Frontier contacted Hlawga police station but an officer said they were unavailable for comment.

The body of Ko Tin Htut Hein, killed while patrolling his ward at night. (Supplied)

Following yesterday’s deadly shooting, today’s fatal stabbing took place in the neighbouring ward of Hta/16.

“A car and two motorbikes came with about six people, armed with knives,” said a 50-year-old neighbour of the dead man, who has been identified as Ko Bo Tay, a resident of the ward’s Thida 5 Street.

“They fought him [Bo Tay] in front of his house and then chased him inside,” the neighbour said of the unidentified, plain-clothes mob.

After the group of six left, Bo Tay was found inside his home, stabbed to death in a pool of his own blood.

Ward residents told Frontier they did not know what motivated the killing.


UPDATE 2:15pm

NLD joins Mandalay demonstrations after killings

If the military junta had expected its bloody crackdown on protesters in Mandalay yesterday would cow the city’s residents, it appears to have miscalculated again.

Thousands have turned out today to stage a massive sit-in near the city’s clocktower, close to the Zaycho Market, and paid a silent tribute to the latest martyrs of the protest movement.

The crackdown by police and soldiers on striking workers and protesters at a state-owned dockyards left two people dead and at least 30 injured, as security forces fired live rounds into the crowd.

For the first time in Mandalay, the National League for Democracy formally joined the anti-coup demonstrations. Representatives spoke to the crowd alongside lawyers, health workers, and civil society and student leaders in a powerful show of unity against the regime.

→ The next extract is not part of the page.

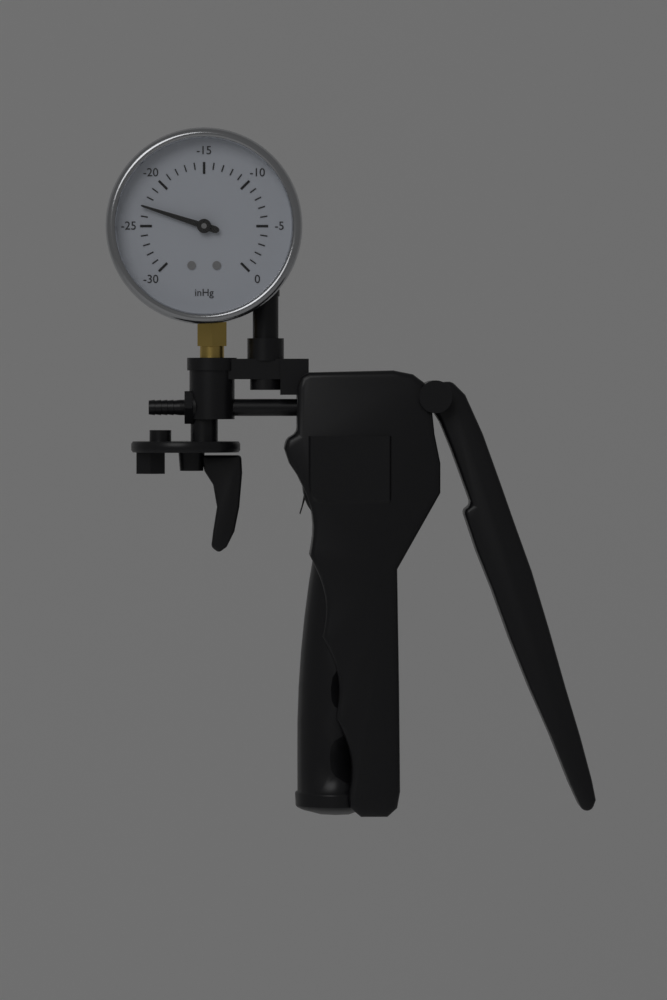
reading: -23 inHg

The crackdown was widely condemned overnight by foreign governments and the United Nations.


UPDATE: 2pm

Members of a local medical team treat a man injured during a violent crackdown against protesters in Mandalay yesterday. (Frontier)

Foreign governments condemn killings, Facebook removes military “True News” page

Foreign governments and the United Nations have condemned the shooting of protesters in Mandalay yesterday, with UN secretary general Antonio Guterres describing it as “unacceptable”.

Two people were killed and at least 30 people injured when security forces opened fire on striking workers and protesters at a state-owned dockyard in Mandalay. (Read our coverage of events here.)

The European Union’s foreign policy chief Josep Borrell said the bloc would “take appropriate decisions” in the wake of the violence at a meeting of EU foreign ministers tomorrow.

“I strongly condemn the violence against peaceful civilian protestors by the military. I urge the military and all security forces in Myanmar to immediately stop violence against civilians,” he tweeted.

US State Department spokesman Ned Price also expressed his government’s concern.

At least one of Myanmar’s neighbours has also condemned the violence, with Singapore describing the use of lethal weapons against unarmed civilians as “inexcusable”. 

“The authorities must prevent further violence and bloodshed. All parties should seek a political solution for national reconciliation, including a return to Myanmar’s path of democratic transition, through dialogue without resorting to violence. If the situation continues to escalate, there will be serious adverse consequences for Myanmar and the region,” a Ministry of Foreign Affairs spokesperson said

Meanwhile, Facebook said overnight it had also taken action, removing the Tatmadaw’s True News Information Team page from its platform. Facebook has already removed some military-linked pages in the wake of the coup, including the page for Myawady, the Tatmadaw-owned media business.

The Tatmadaw True News Information Team page was inaccessible today. (Frontier)

Although the junta restricted access to Facebook more than two weeks ago, the True News Information Team has continued to post updates to the platform and live-streamed a press conference last week that many private media organisations boycotted.

“In line with our global policies, we’ve removed the Tatmadaw True News Information Team Page from Facebook for repeated violations of our Community Standards prohibiting incitement of violence and coordinating harm,” a Facebook representative said in a statement.


UPDATE: Sunday, February 21, 1:30pm

Good afternoon from Yangon. We’ve created a new liveblog page, so for updates prior to February 21 please visit here.